Compared with viral load monitoring using a threshold of > 10,000 copies/mL, the sensitivity of the WHO criteria was 23%, specificity was 90%, positive predictive value (PPV) was 14%, and negative predictive value (NPV) was 94%.

Using a threshold of > 5000 copies/mL, the respective values were sensitivity 28%, specificity 90%, PPV 8%, and NPV 97%

Using a threshold of > 400 copies/mL -- the level used in many clinical trials of antiretroviral drugs in industrialized countries, although today 50 copies/mL is more common -- the values were sensitivity 23%, specificity 90%, PPV 21%, and NPV 91%.

These findings led the investigators to conclude, "Immunologic failure criteria performed poorly" and would have resulted in a substantial proportion of participants with suppressed HIV viral load switching drugs unnecessarily.

"Periodic viral load measurements may be a better marker for treatment failure in our setting," they recommended.

Reynolds noted that using the WHO criteria would miss a considerable number of individuals who were in fact experiencing virological failure -- which typically occurs before immunological decline -- thereby allowing disease progression to continue.

Conversely, relying on immunological criteria alone could lead some people who are not actually experiencing virological failure -- 107 in this analysis -- to switch therapy unnecessarily.

Because second-line antiretroviral drugs are generally more expensive than first-line regimens, unnecessary switching could potentially exceed the cost of periodic viral load testing.

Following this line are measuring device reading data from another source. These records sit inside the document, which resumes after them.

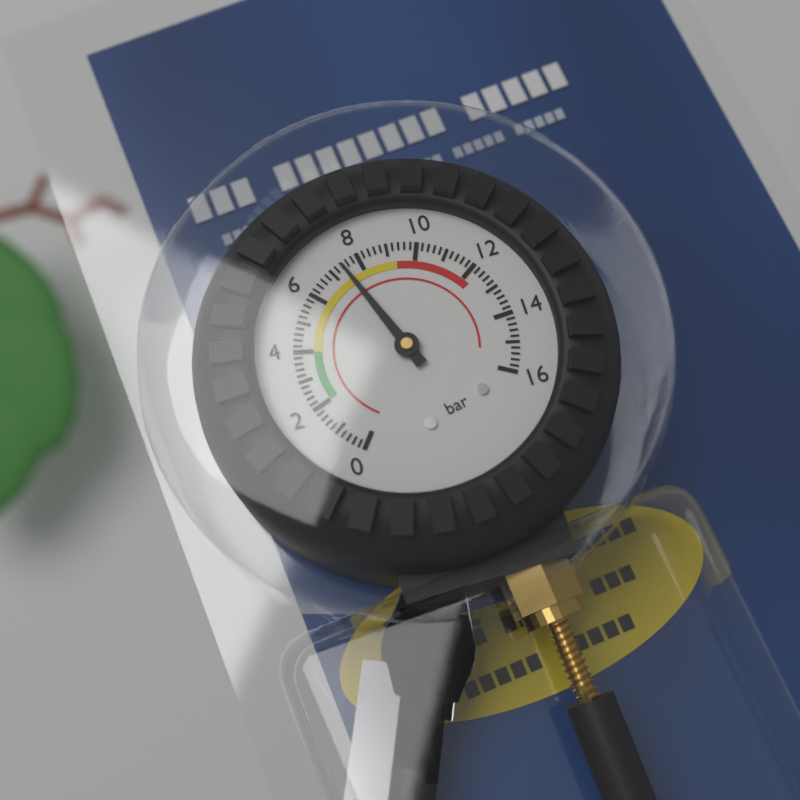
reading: 7.4 bar
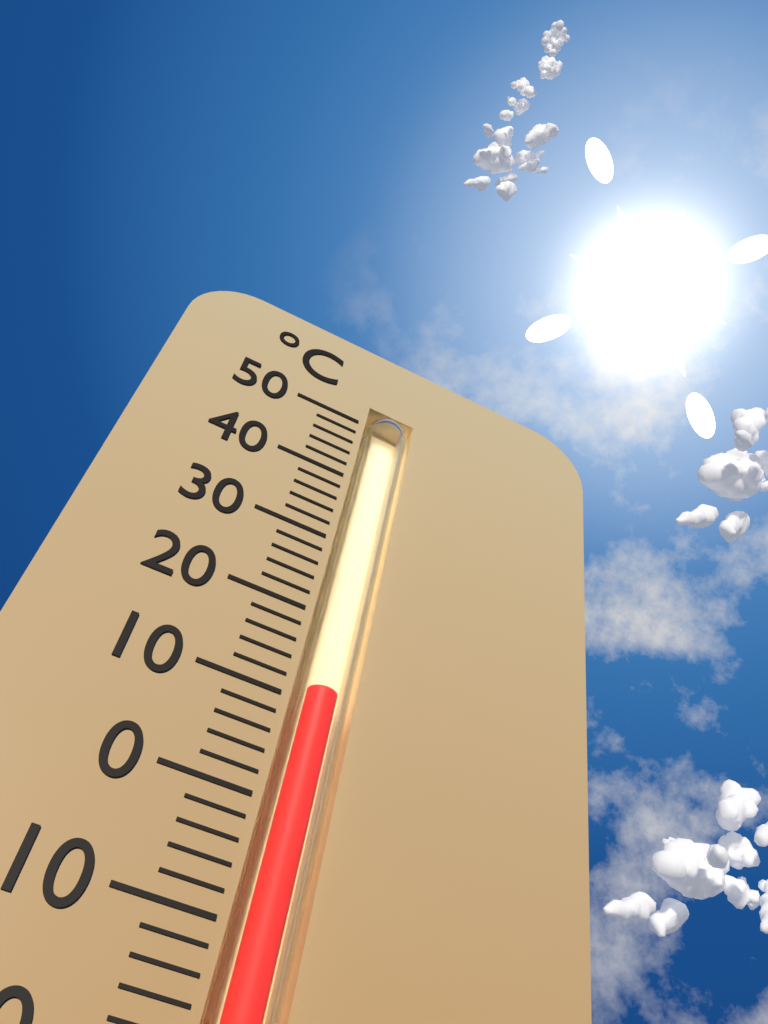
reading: 12 °C
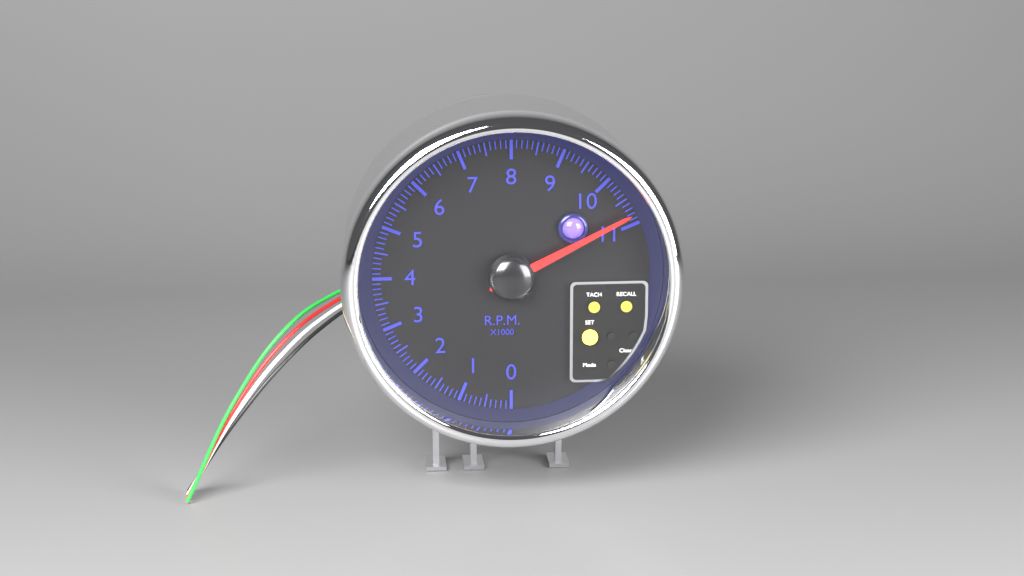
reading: 10.8 rpm x1000
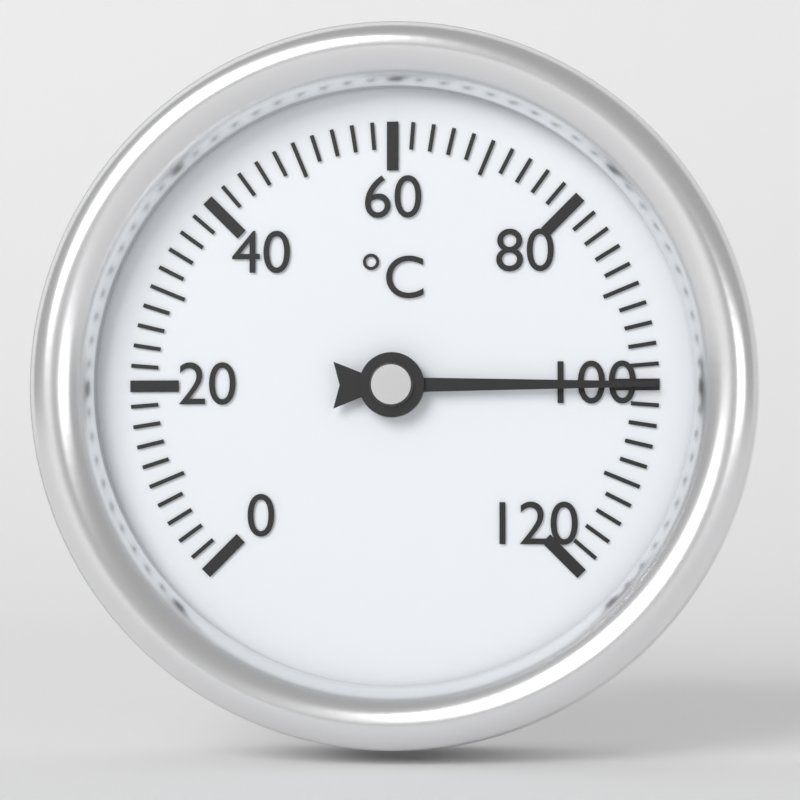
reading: 100 °C
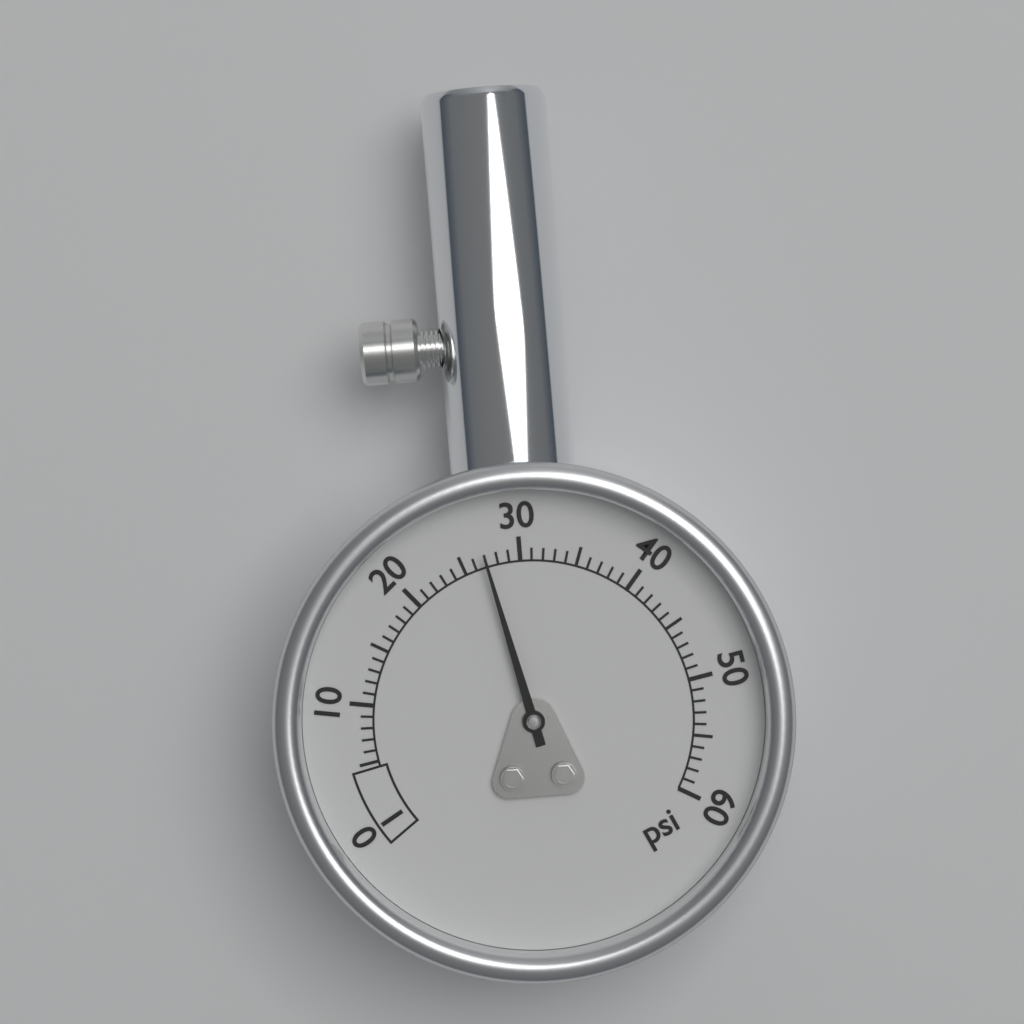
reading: 27 psi
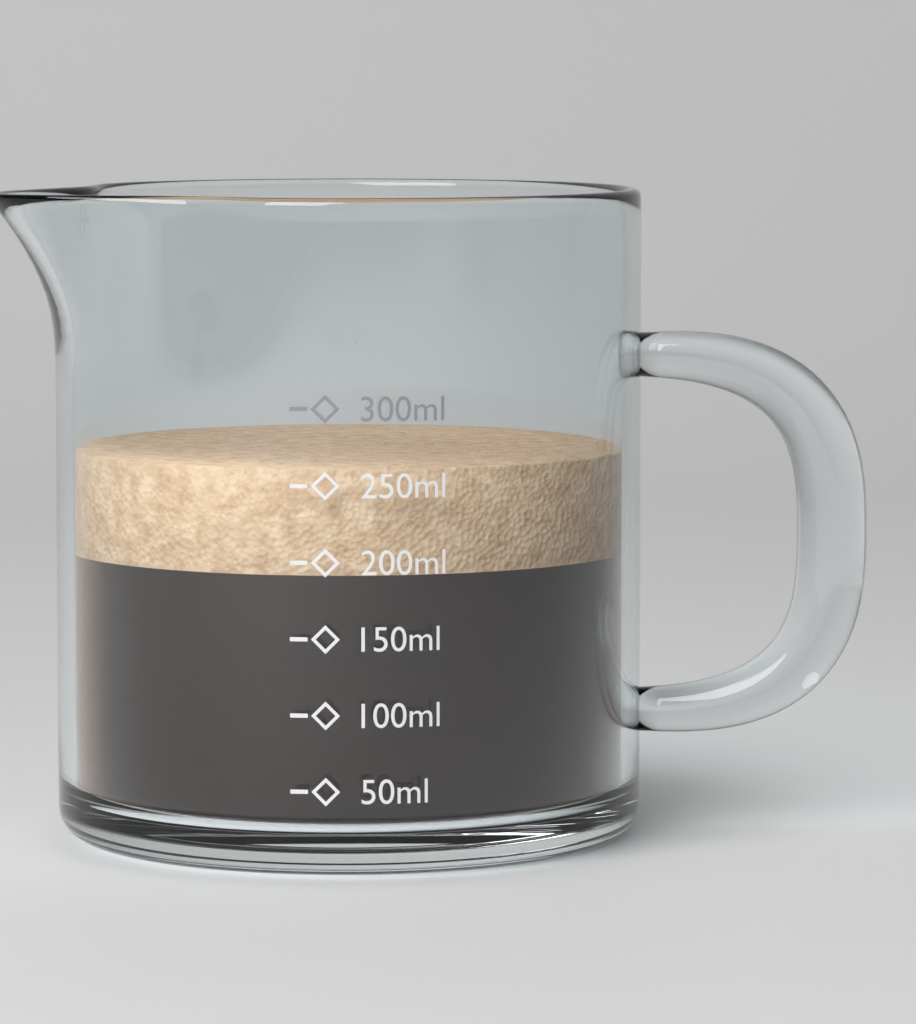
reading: 260 ml
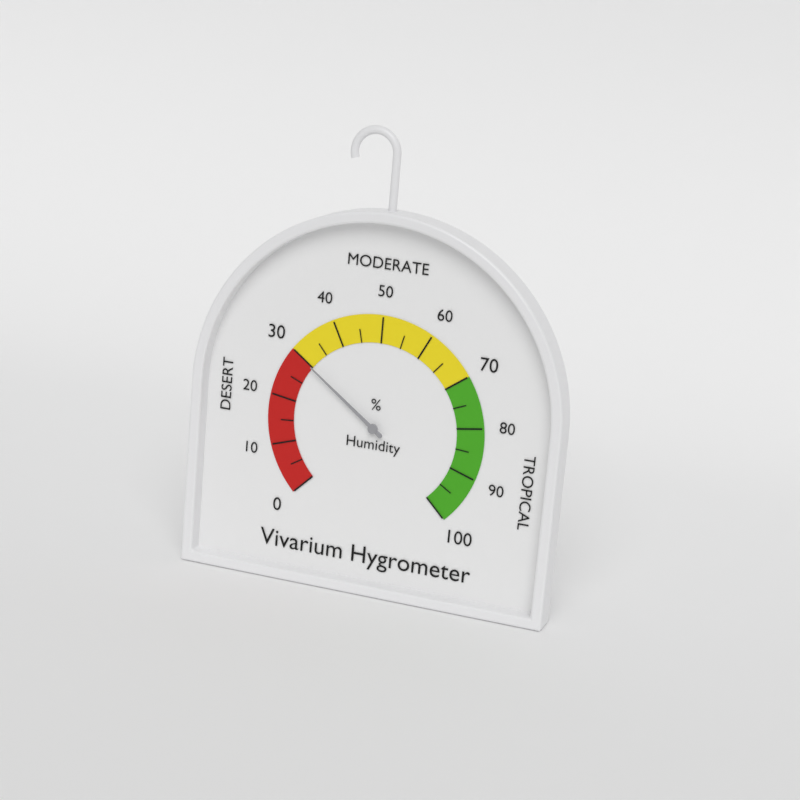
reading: 30 %
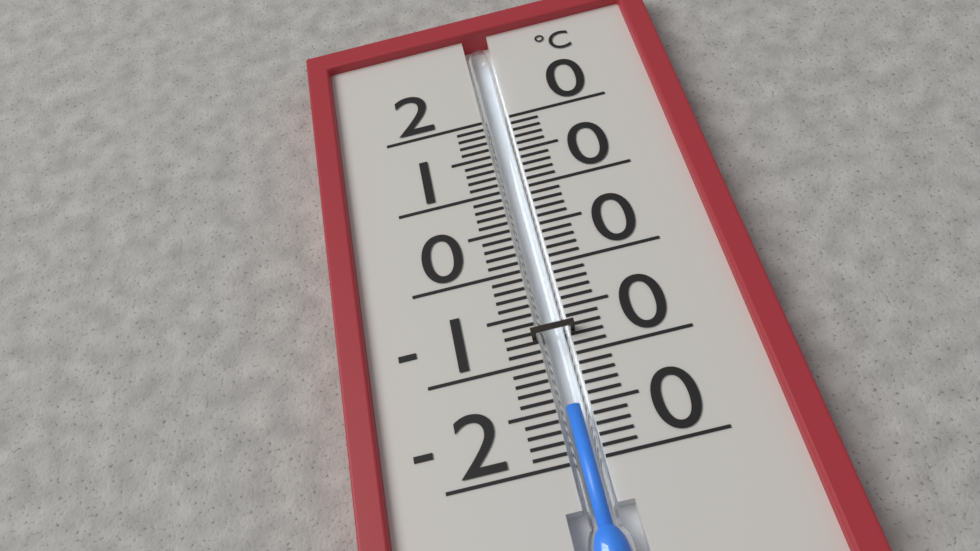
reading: -15 °C
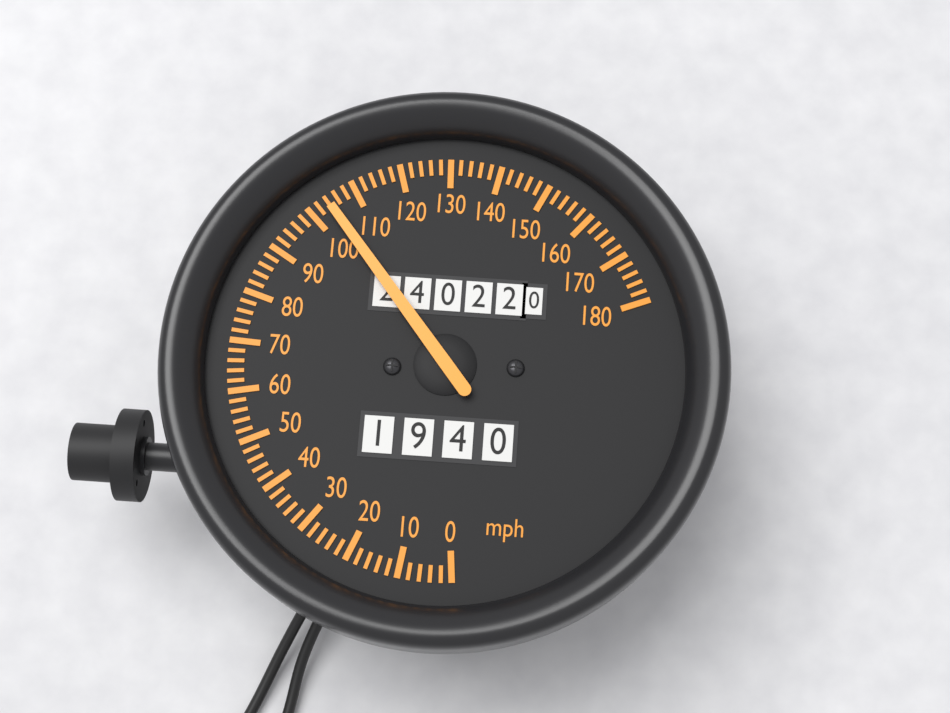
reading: 104 mph
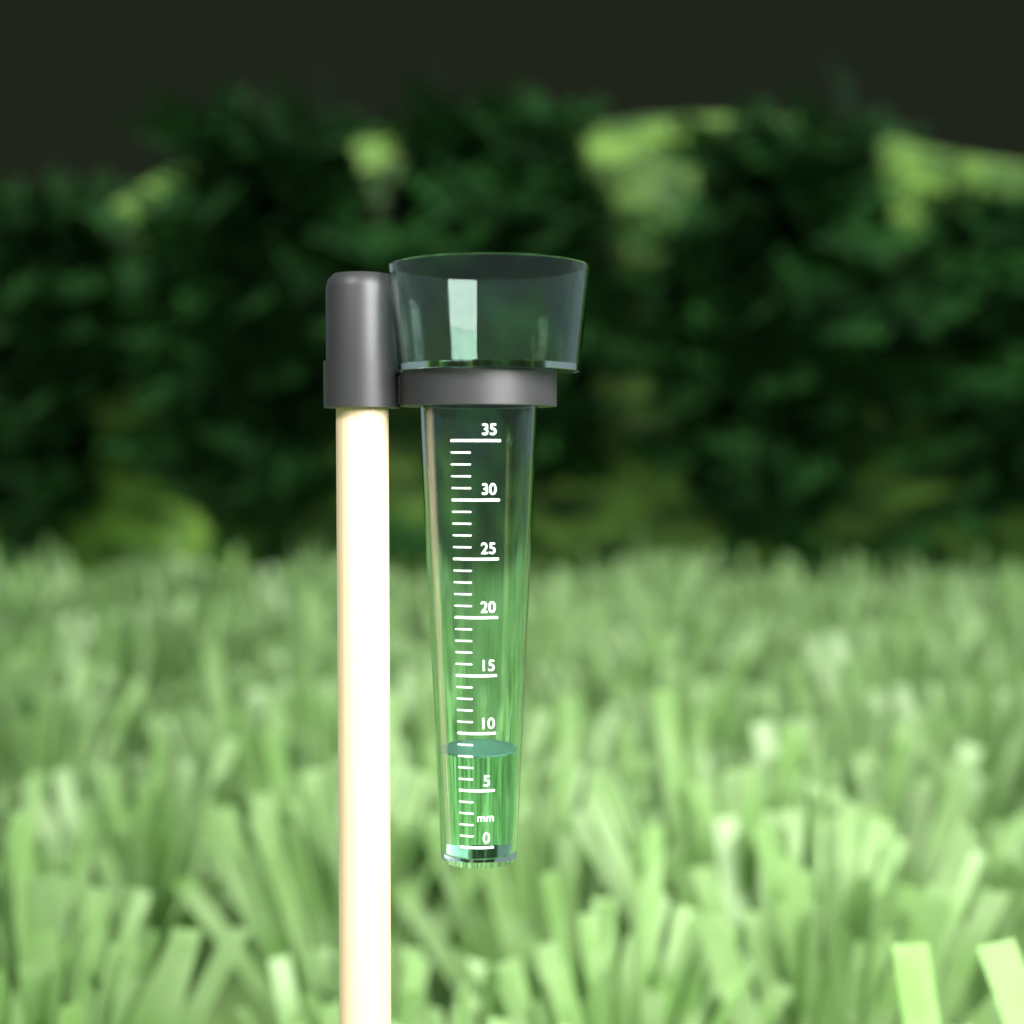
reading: 8 mm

In an attempt to address this problem, researchers are exploring several promising lower-cost methods of viral load assessment, including measurement of HIV RNA in dried blood spots.

2/27/09

Reference
S Reynolds, G Nakigozi, K Newell, and others. Evaluation of the WHO Immunologic Criteria for ART Failure among Adults in Rakai, Uganda. 16th Conference on Retroviruses and Opportunistic Infections (CROI 2009). Montreal, Canada. February 8-11, 2009. Abstract 144.